Mohamedi, it is widely known, lived with the minimalism her drawings exude. Her apartment had little furniture—only the bare essentials of a bed, a pair of chairs, a cupboard, and a low working table rigged with an architect’s measures. While she lived and worked in this pristine environment, however, she was not averse to company. A teacher at the Fine Arts Faculty at Baroda, she interacted with people often. Her practice, however, is said to have been solitary, almost meditative.
Mohamedi’s life was a short one. At 53, she died of Huntington’s Disease, which manifested itself in physical twitches she couldn’t control. Some have suggested that her highly controlled drawing practice was a kind of spiritual antidote to her decaying body. Others have equated the bareness of her work with a kind of sombre worldview, born of a broken engagement and chronic disease. Refraining from the trite narrative of the world-weary, ascetic artist, I see in her works instead a cognitive exercise that reaches beyond the emotional.
To seek the saccharine in Mohamedi’s work seems a misplaced endeavour because it was clarity that she was drawn to. She often took photographs of the play of light and shade over concrete, and would later reinterpret those same relationships in further-stripped images of ink, graphite, and white space.

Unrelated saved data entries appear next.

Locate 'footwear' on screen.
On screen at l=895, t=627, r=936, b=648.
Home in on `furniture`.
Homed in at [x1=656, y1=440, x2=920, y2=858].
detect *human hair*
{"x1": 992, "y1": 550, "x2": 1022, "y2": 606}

Perhaps the unassuming curiosity with which my younger self had approached her work is an appropriate lens even now. The poet Frank Bidart writes in the poem Borges and I, ‘Everything in art is a formal question, so he tried to do it in prose with much blank white space.’ Looking at the skeleton of light and dark, blade and curve in Mohamedi’s works, we might find for ourselves a personal drama—as profuse as prose, as naked as line and blank space.

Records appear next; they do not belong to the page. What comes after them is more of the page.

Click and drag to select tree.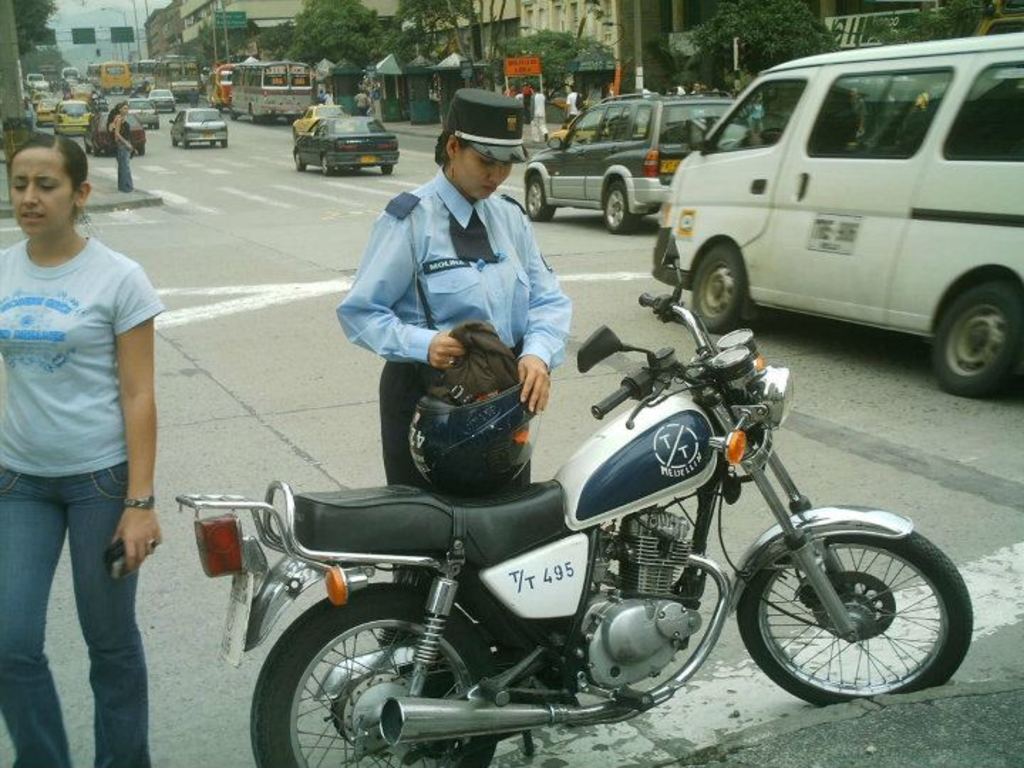
Selection: box(391, 0, 509, 98).
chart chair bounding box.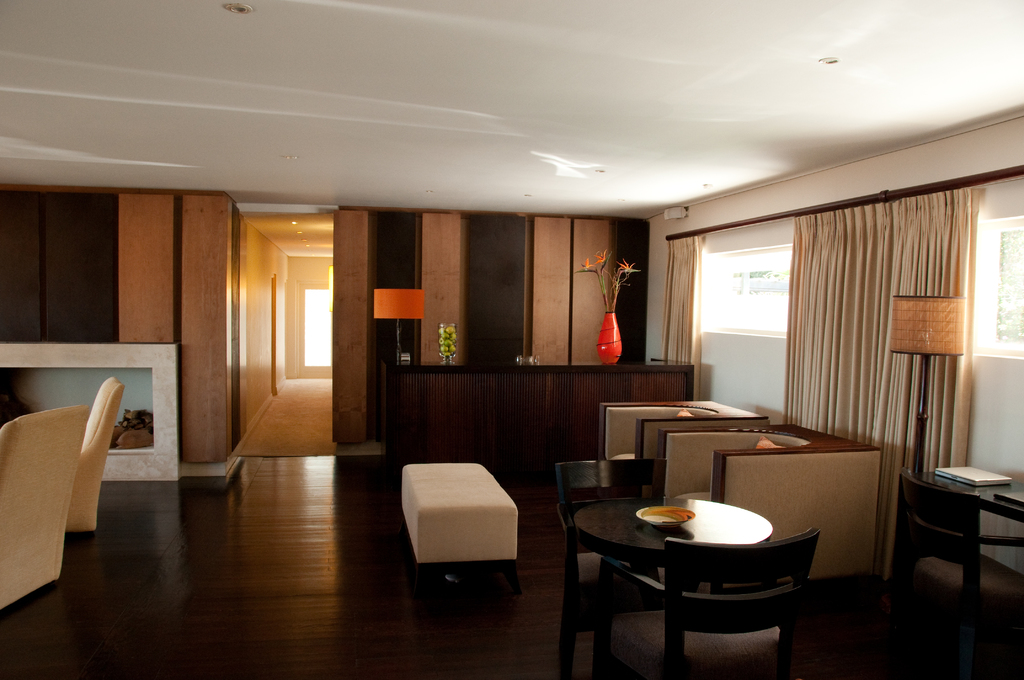
Charted: (879, 463, 981, 676).
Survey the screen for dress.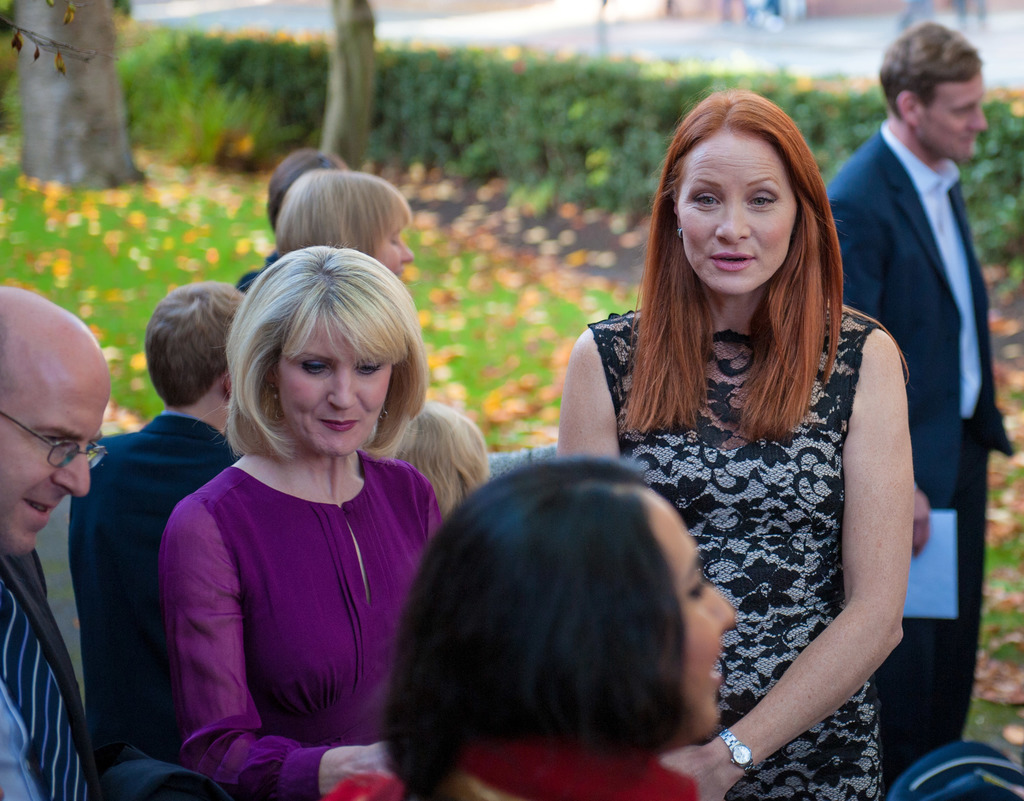
Survey found: [588, 308, 884, 800].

Suspended in the centre of a blank sheet are three triangles—islands hovering over each other. Each one grows out and fades away from the other without betraying their calculated arrangement. Around them, endless, endless white. Despite their differing shades, the islands are, ultimately, one being, casting a collective shadow beneath them. When we imagine an island, we assume a place between serenity and despair. But for Mohamedi, the physical manifestation of that island is something more matter-of-fact—it is nothing but its own form. A body in space—nothing more and more than enough.

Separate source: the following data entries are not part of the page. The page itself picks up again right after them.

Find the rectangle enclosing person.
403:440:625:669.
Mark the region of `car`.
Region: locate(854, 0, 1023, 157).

Isolation in Mohamedi’s work takes on a dimension different from Mehta’s. It isn’t a window into the outside world and its horrors. Instead, it offers the possibility of blurring one’s eyes and looking at the world in its simplest terms. Size. Shape. Shadow. Weight. The certitudes each of us hold.
In her diary, Mohamedi wrote:
‘Dry space — sand
Bare shrubs forcing existence
No support
At times complete isolation
An individual
Reduced to its own shadow’
She wrote those lines about the desert in Rajasthan. The desert fascinated her , almost as if it were a microcosm of all existence. In many works, lines blow over each other, deceiving as the dunes. Mohamedi’s works, when I look at them carefully, do not speak of aloneness so much as an island, but more as an infinite tract of desert. It is a sandy landscape that leads nowhere and so, Mohamedi leads it back into the person observing it. In the starry nights of deserts, it is not distance that we find, but purpose. Mohamedi wrote:
‘If it is astronomy, the phases of the sphere and its influence upon the earth, whether it is light or heavy portending, tranquility or danger, all these things are connected with your situation and serve your ends…If the star is lucky or unlucky, it is connected with your own ascendent…When you consider the matter well, the root of the whole business is yourself.’
Maybe then, Mohamedi’s drawings suggest that we are fated to be isolate. That no matter how big and abundant the world might seem, it is no more than our own breath and bone. It is but one sun that makes both shadow and light.